None of this means, of course, that the government won’t do something. We likely will see additional gun control legislation in the days ahead, but if we do, these laws will not be a solution. They will be a reaction, a consequence of young people who have untethered from reality, from meaning, from truth, and from love. The solution to that can only come from those institutions God has ordained to cultivate hearts and minds.
I do predict that we will see some folks “doing something” that matters and helps. After the 2023 shooting at The Covenant School in Nashville, police and other public officials marveled at the Christian community of the school. God has placed His people at Abundant Life Christian too, for such a time as this. Please join me in praying for them and the other believers of Madison as they seek to be the church in this terrible cultural moment.
Years ago, Chuck Colson said this:
Where is the hope? The hope that each of us have is not in who governs us, or what laws are passed, or what great things that we do as a nation. Our hope is in the power of God working through the hearts of people, and that’s where our hope is in this country; that’s where our hope is in life.”
That’s the “something” we must do.
Photo Courtesy: ©Canva Pro
Published Date: December 19, 2024
John Stonestreet is President of the Colson Center for Christian Worldview, and radio host of BreakPoint, a daily national radio program providing thought-provoking commentaries on current events and life issues from a biblical worldview. John holds degrees from Trinity Evangelical Divinity School (IL) and Bryan College (TN), and is the co-author of Making Sense of Your World: A Biblical Worldview.
The views expressed in this commentary do not necessarily reflect those of CrosswalkHeadlines.

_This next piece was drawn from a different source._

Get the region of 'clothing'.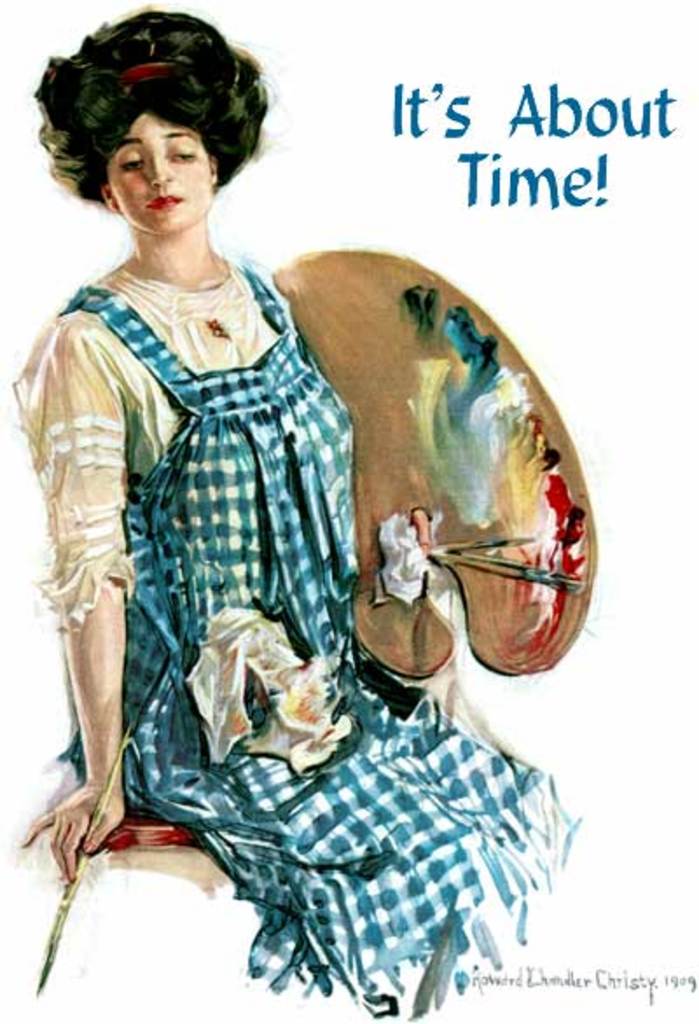
locate(0, 264, 577, 1014).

BreakPoint is a program of the Colson Center for Christian Worldview. BreakPoint commentaries offer incisive content people can't find anywhere else; content that cuts through the fog of relativism and the news cycle with truth and compassion. Founded by Chuck Colson (1931 – 2012) in 1991 as a daily radio broadcast, BreakPoint provides a Christian perspective on today's news and trends. Today, you can get it in written and a variety of audio formats: on the web, the radio, or your favorite podcast app on the go.